Friday, August 22, 2008

The Channel Cross

My original trip plans were to sail to the Scilly Isles, then to Falmouth, cruise the English side of the channel (as far as the Isle of Wright at least) and cross at a narrow spot to France.

From there I would go West down the channel, turn the corner and head South for the Med.

Essential, one channel cross (quite enough to satisfy my desire to do that).

But, I heard about the Brest festival and figured I would just do the channel loop the other way (West to East on the French side, cross at a narrow spot to the Isle of Wright and then sail as far as Falmouth, on to the Scilly and then off to the Med).

This would require 2 crosses, but Scilly Isles are pretty far West so that's not really a cross.

A fine plan that we were putting into action when Bill Lowe hooked up with us in Guernsey (for a week or so of sailing).

When I told him of my East to West plan on the English coast he said “Fine, let me out when you get to the Isle of Wright and I'll head home”!

Hmmh...I think Lassie is trying to tell us something (someone tell Bill what that means when he gets back to Florida)!

It turns out that the plan had a minor (ok...perhaps a fatal) flaw...going East to West in the English Channel involves sailing in high winds from the West in strong currents going West (called wind over tide).

In my defense, I had no idea the channel changed directions when I made the plan.

So, discussing this with our new source of local knowledge (where was he when I made the Brest decision?) he suggested we shift up one island that allowed departure in any tide (hope you recall earlier posts) and that we go on the diagonal (outside the shipping separation zone of course) and get as West as possible on the cross.

This put our likely destination at Plymouth, meaning I would miss my goal of sailing to Falmouth, but I would have some coastal cruising going East prior to arrival at the Isle of Wright.

Bummer, if I had known that I would not have gone to Brest to start with.

So, now we would cross on the diagonal, add distance (85nm vs 55), but at least we could do that all in daylight with an early start from Alderney.

Plan made, now to work the weather window.

Oops, if we went to Alderney it would take an additional day, and the weather was favorable for our cross if we left the next day from Guernsey (we would get a rare Southerly backing wind at about 15nm).

New plan, we would depart early in the am from Guernsey for Plymouth....so now check the tide.

Oh oh, we're trapped in by a sill until 12:45pm, meaning that we will only cross part of the channel in the daylight!



Getting the picture?

Nighttime cross (for over half), diagonal, outside the shipping separation zone...seems like I do everything the hard way!

As it went, the winds diminished, causing us to motor for several hours.

I figured out that Falmouth was only an additional 24nm from the position we were at and we changed course for it (of course, that put us on a greater diagonal, but I'd given up on that a long time prior).

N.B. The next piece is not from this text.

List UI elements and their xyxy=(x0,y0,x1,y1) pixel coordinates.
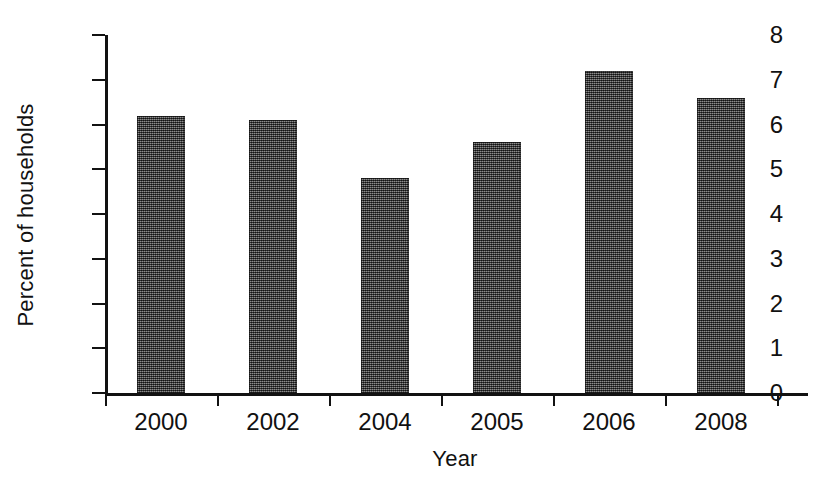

We came across the East bound shipping traffic 1st, it reminded me of inbound air traffic at O'Hare.

I wish I had screen shots of all the red arrows (AIS symbols) that were moving across our GPS display!

The further West we went, the more the ships were spread out as they funneled into the separation zone behind us.

Not too bad on the Eastbound traffic, we then encountered the West bound, of course in the dark.

The most worrisome encounter was a ship coming behind us...I was determined to stay on his port side no matter what, but you do want to maintain a steady, predictable course in case they do see you and are planning to take your course into account.

I was able to contact the ship (got his name from AIS...what a great thing!) and he told me he would alter course and cross our stern....not sure how things would have gone had I not gotten in radio contact.

Anyway, the winds came up during the cross, backed and allowed us to make Falmouth under sail, achieving my long time goal of reaching the English shores in my own sailboat!